ABSTRACT
That disruptions of the body’s internal clockwork can lead to negative health consequences, including cancer, is a plausible hypothesis. Yet, despite strong mechanistic and animal support, the International Agency for Research on Cancer (IARC) experts considered epidemiological evidence as limited regarding the carcinogenicity of “shift-work involving circadian disruption” (2007) and “night shift work” (2019). We use directed acyclic graphs (DAGs) to outline a concept of circadian causes that discloses challenges when choosing appropriate exposure variables. On this basis, we propose to move beyond shift-work alone as a direct cause of disease. Instead, quantifying chronodisruption as individual doses can lead to interpretable circadian epidemiology. The hypothesis is that doses of chronodisruption cause disrupted circadian organisation by leading to desynchronization of circadian rhythms. Chronodisruption can be conceptualized as the split physiological nexus of internal and external times. Biological (or internal) night – an individual’s intrinsically favoured sleep time window – could be the backbone of circadian epidemiology. In practice, individual doses that cause disrupted circadian organisation are derived from the intersection of time intervals of being awake and an individual’s biological night. After numerous studies counted work shifts, chronobiology may now advance circadian epidemiology with more specific dose estimation – albeit with greater challenges in measurement (time-dependent individual data) and analysis (time-dependent confounding).
Acknowledgments
The authors thank Philip Lewis, University of Cologne, and Charles Poole, University of North Carolina at Chapel Hill, for their insightful discussions regarding facets of chronobiology and epidemiology, respectively. TCE acknowledges stimulating working conditions as a visiting scholar at the UC Berkeley in 2023.
Disclosure statement
No potential conflict of interest was reported by the authors.
Author contributions
TCE: conceptualization, regarding chronobiology and epidemiology: writing, reviewing, and editing;
PM: conceptualization, regarding epidemiology and chronobiology: writing, reviewing, and editing.
Notes
1. We use “Awake” instead of “Sleep” because of the following considerations. The final endpoint of all DAGs is disease. With increasing dose, the risk of disease should increase. Accordingly, we define dose as the length of intersection of being awake and biologic night. If we used length of intersection of sleep and biologic night to define the dose, we would get a negative association between dose and disease; i.e. as dose increases, risk of disease will decrease. This would be unnecessarily confusing.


Problem statement: Only those lines running from the start of the listing below through the line that holds "This screenshot has height=551, width=1175." are to be written out, exactly and in full.

Excerpted data:
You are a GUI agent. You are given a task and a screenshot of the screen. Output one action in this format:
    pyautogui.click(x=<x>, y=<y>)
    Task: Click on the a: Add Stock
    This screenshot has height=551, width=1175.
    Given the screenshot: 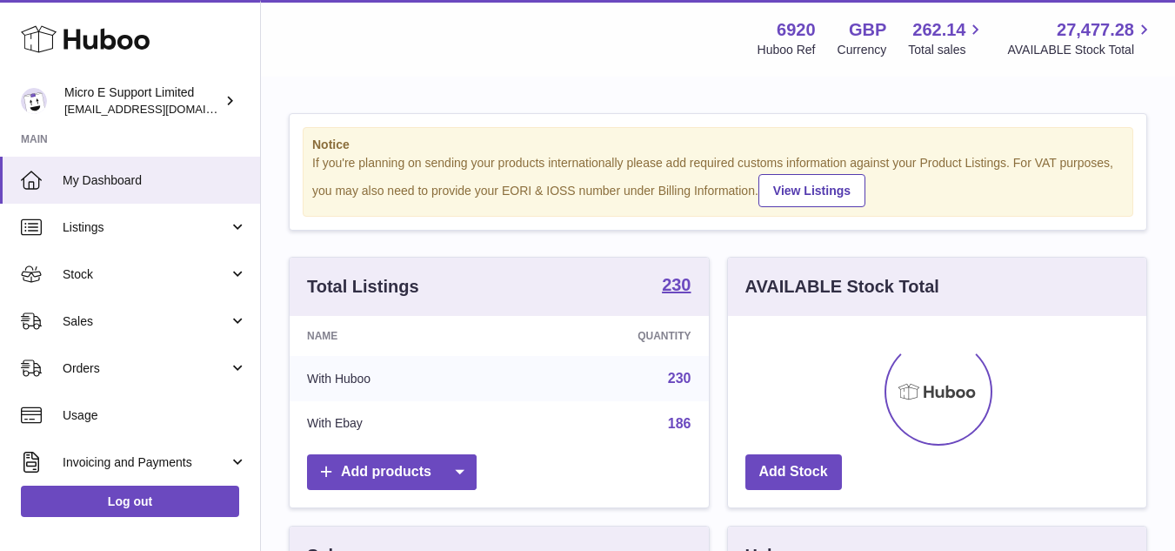 What is the action you would take?
    pyautogui.click(x=793, y=472)
    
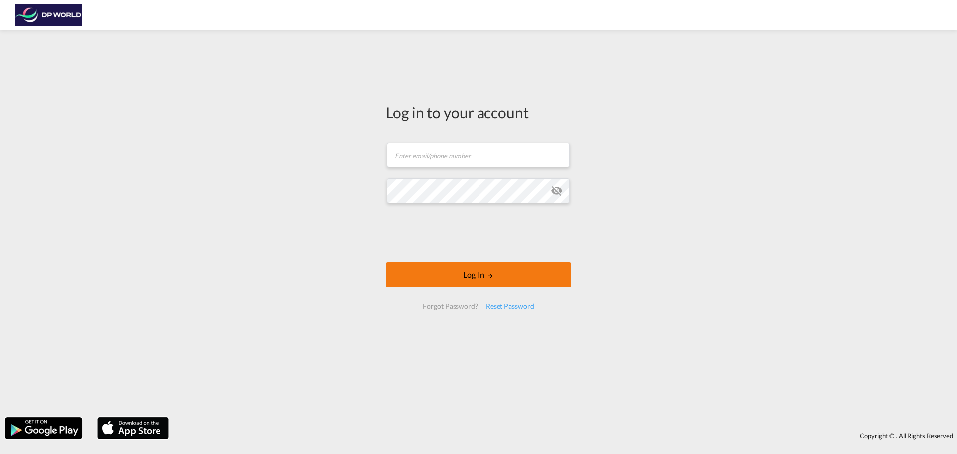 This screenshot has height=454, width=957. Describe the element at coordinates (478, 274) in the screenshot. I see `button: LOGIN` at that location.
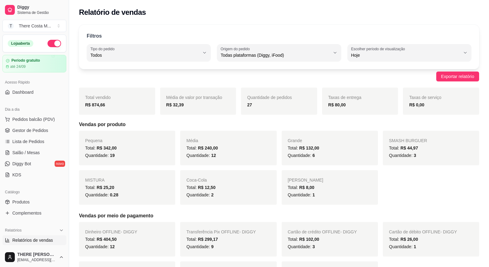 The width and height of the screenshot is (489, 267). I want to click on span: R$ 132,00, so click(309, 148).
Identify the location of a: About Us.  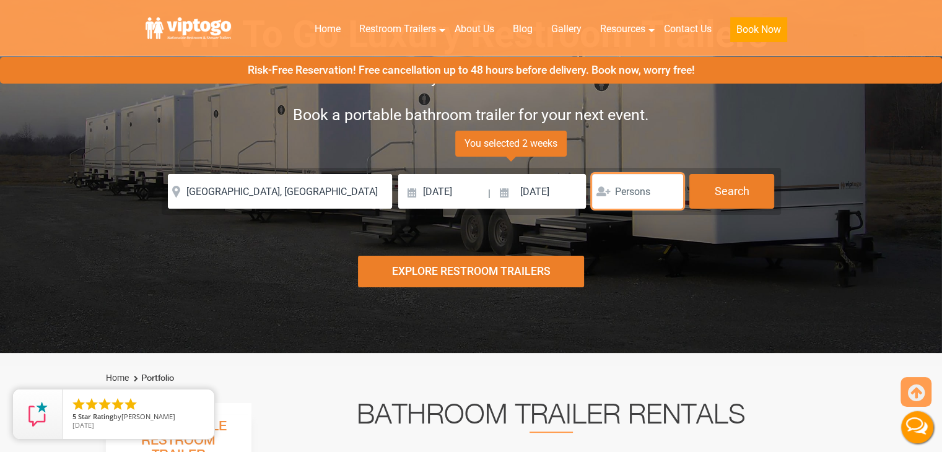
(475, 29).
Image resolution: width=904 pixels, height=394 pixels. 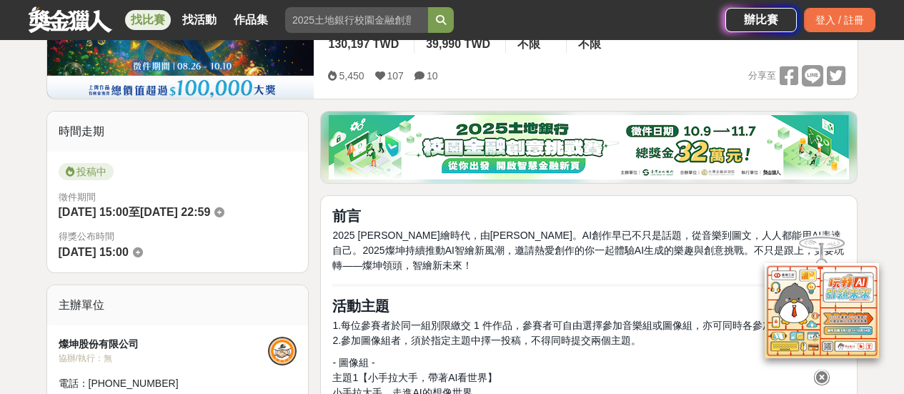 I want to click on span: 2.參加圖像組者，須於指定主題中擇一投稿，不得同時提交兩個主題。, so click(x=487, y=340).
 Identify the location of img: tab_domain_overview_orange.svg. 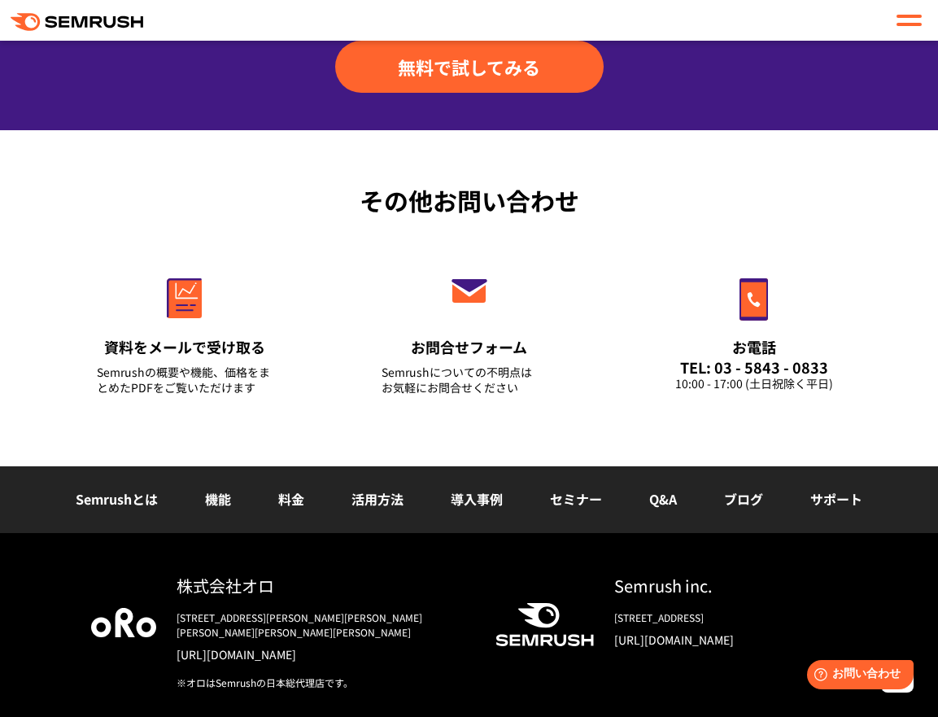
(62, 103).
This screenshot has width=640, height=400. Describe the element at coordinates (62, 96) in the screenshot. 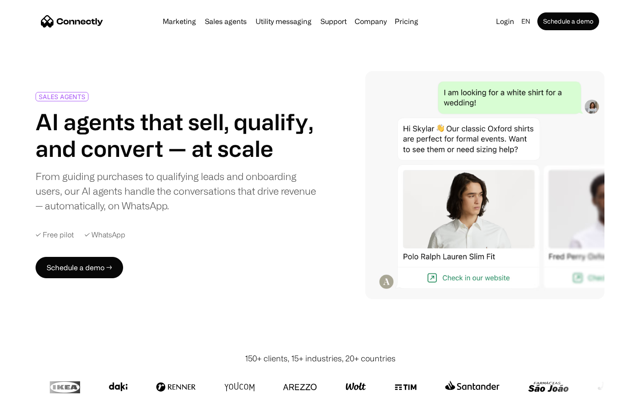

I see `div: SALES AGENTS` at that location.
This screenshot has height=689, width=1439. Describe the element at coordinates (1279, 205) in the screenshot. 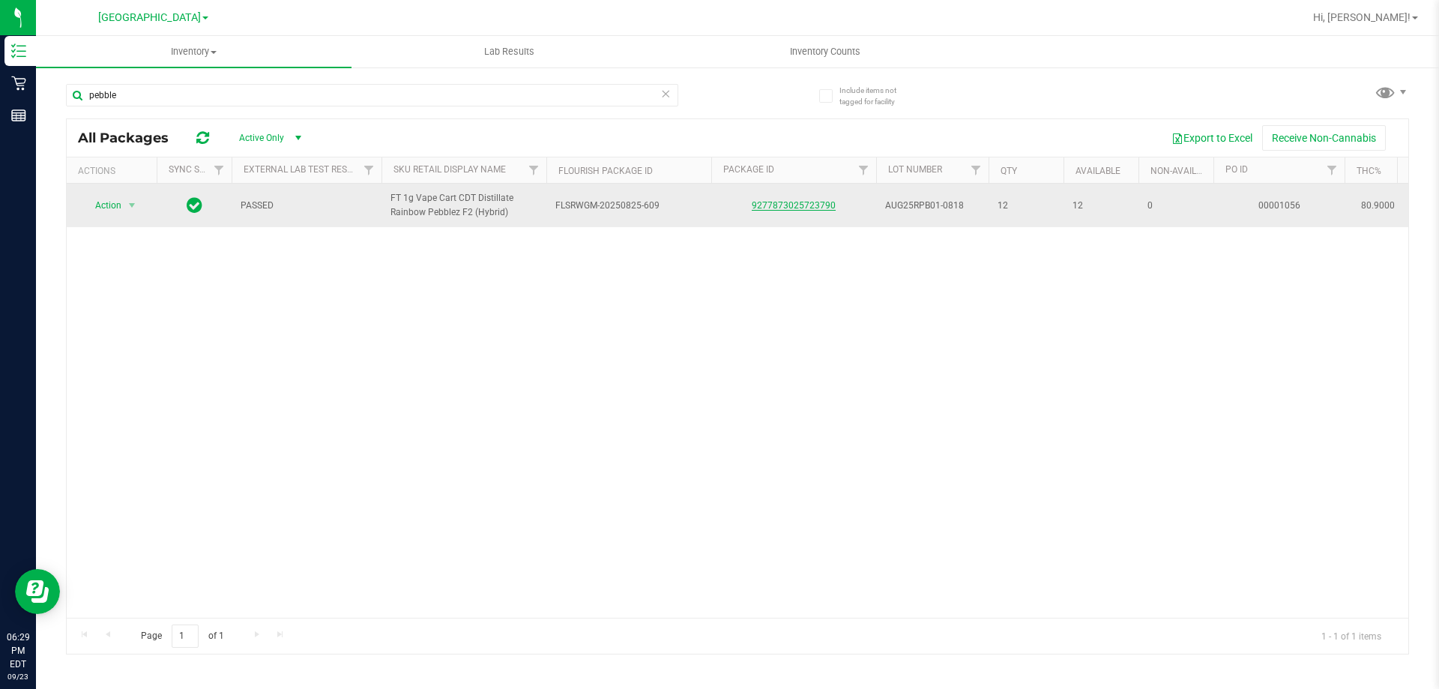

I see `a: 00001056` at that location.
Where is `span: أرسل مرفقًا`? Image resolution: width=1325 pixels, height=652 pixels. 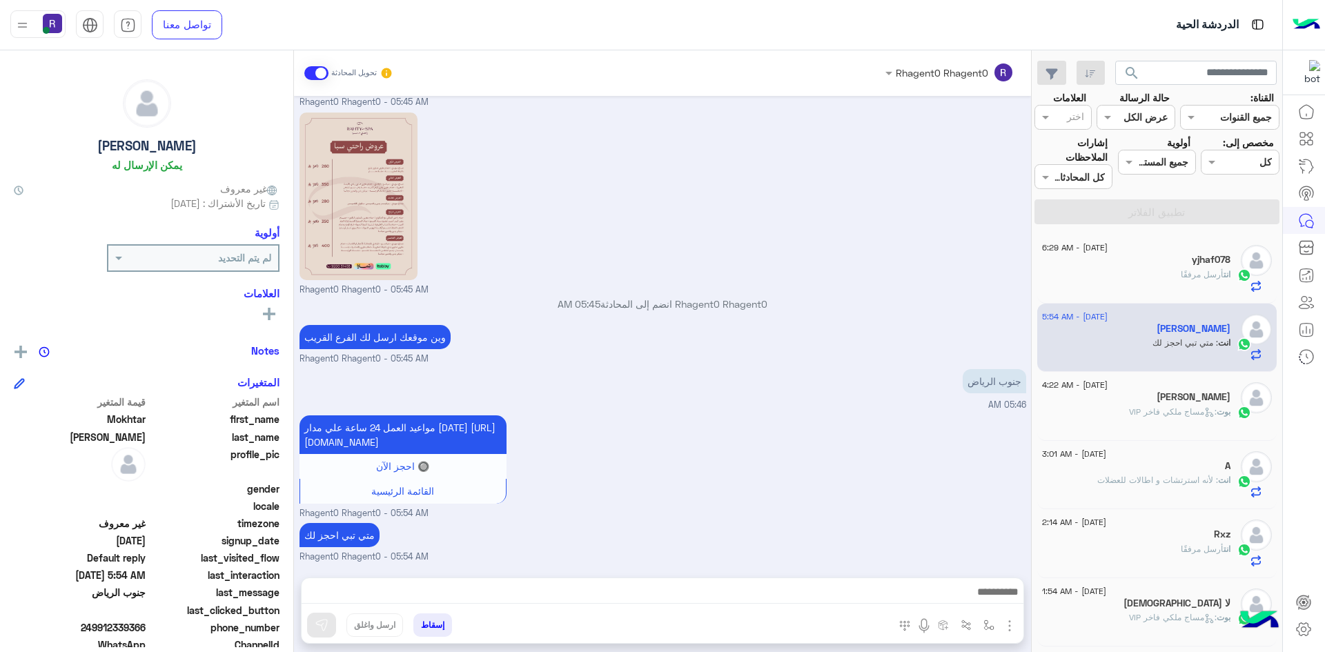
span: أرسل مرفقًا is located at coordinates (1202, 548).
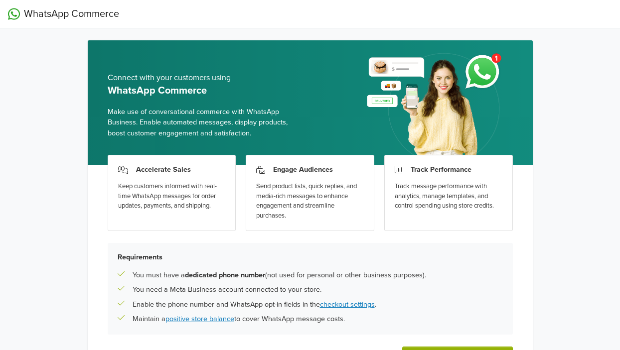  Describe the element at coordinates (239, 320) in the screenshot. I see `p: Maintain a to cover WhatsApp message costs.` at that location.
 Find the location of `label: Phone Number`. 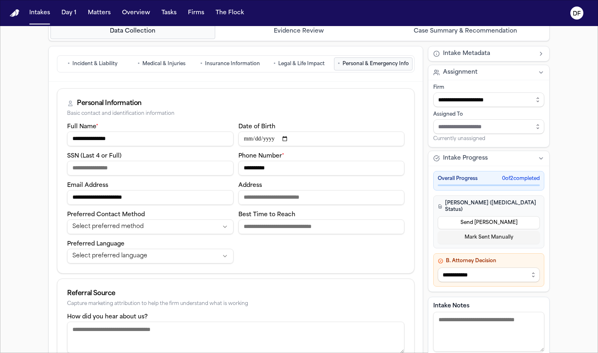

label: Phone Number is located at coordinates (261, 156).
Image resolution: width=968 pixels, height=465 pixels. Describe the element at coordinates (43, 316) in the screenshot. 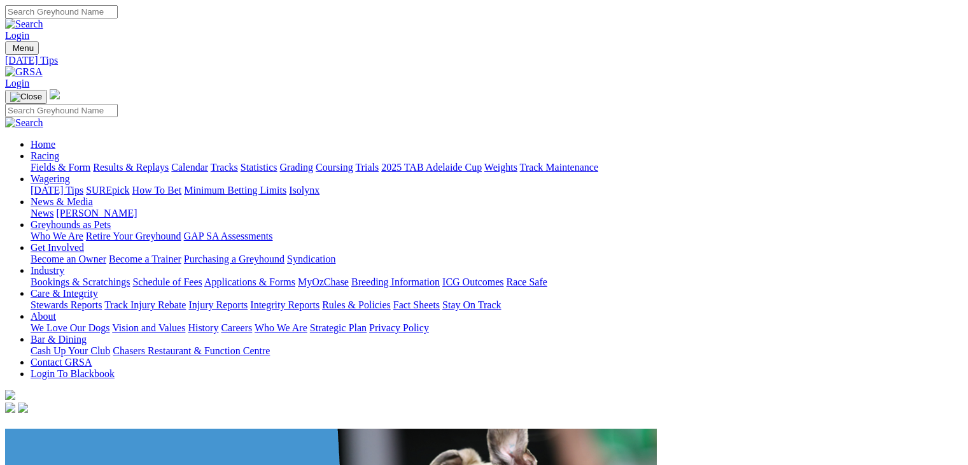

I see `a: About` at that location.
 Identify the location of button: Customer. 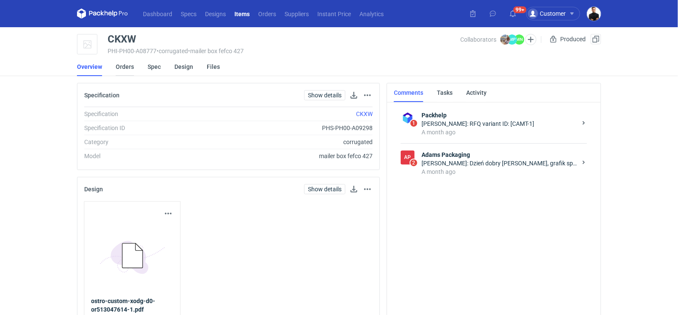
(556, 14).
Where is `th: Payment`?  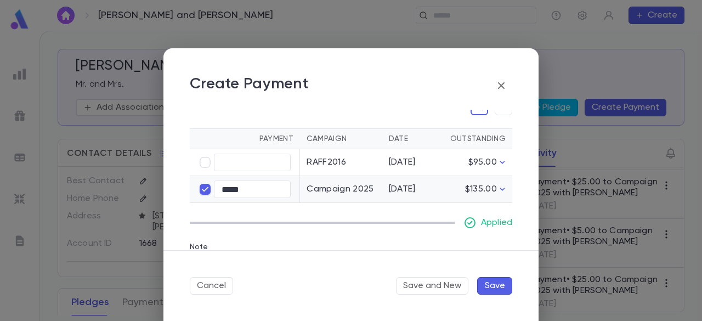 th: Payment is located at coordinates (245, 139).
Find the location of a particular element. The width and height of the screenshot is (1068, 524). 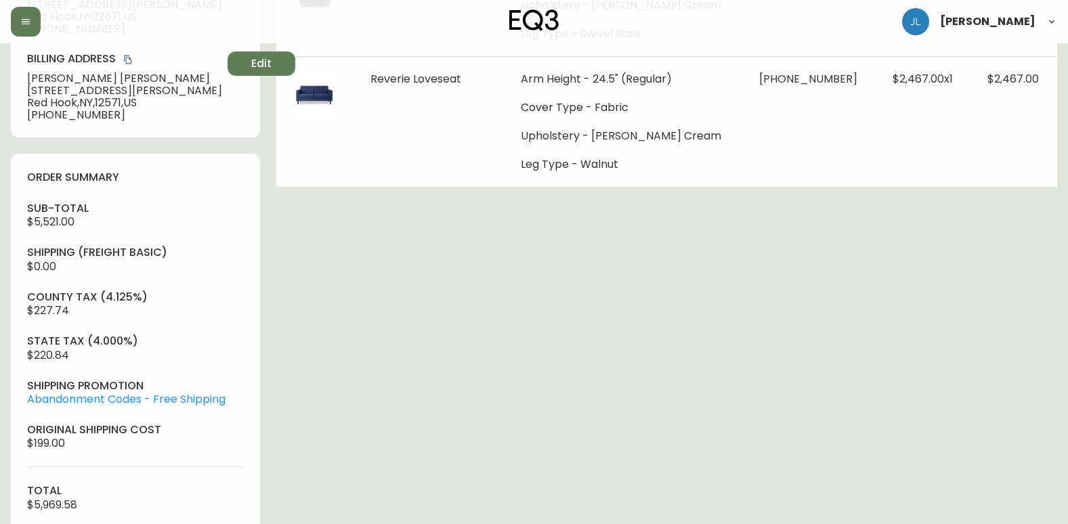

li: Arm Height - 24.5" (Regular) is located at coordinates (624, 79).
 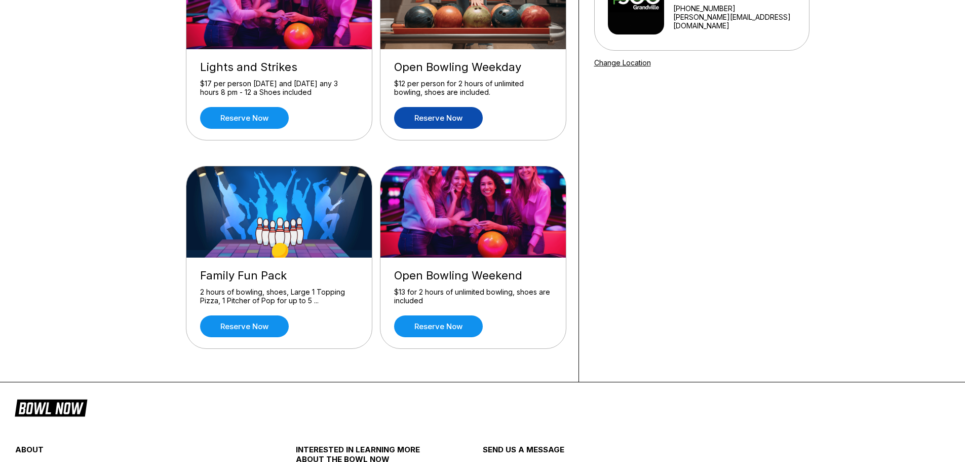 What do you see at coordinates (623, 62) in the screenshot?
I see `a: Change Location` at bounding box center [623, 62].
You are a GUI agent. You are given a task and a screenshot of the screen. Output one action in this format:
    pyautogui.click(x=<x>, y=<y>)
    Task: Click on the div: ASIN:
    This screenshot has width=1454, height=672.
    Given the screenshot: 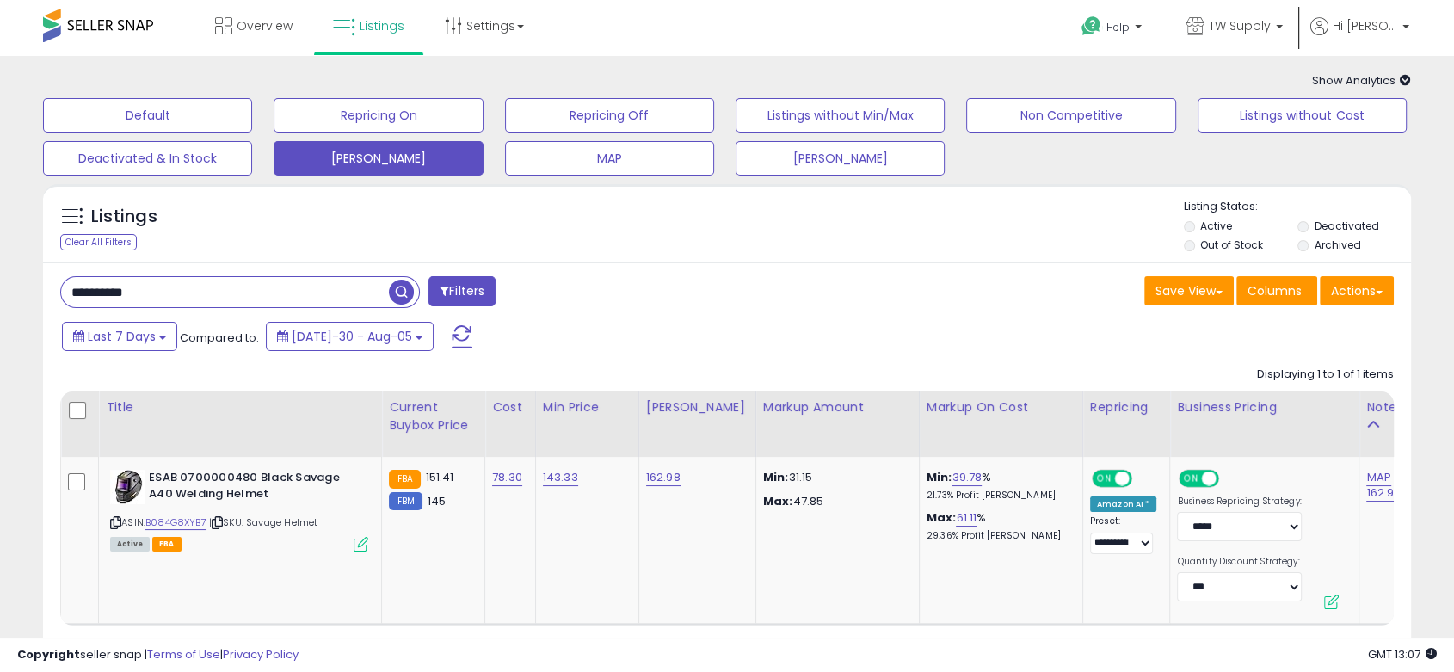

Output of the exercise:
You are a GUI agent. You are given a task and a screenshot of the screen. Output one action in this format:
    pyautogui.click(x=<x>, y=<y>)
    Task: Click on the a: Add Stock
    This screenshot has height=551, width=1175.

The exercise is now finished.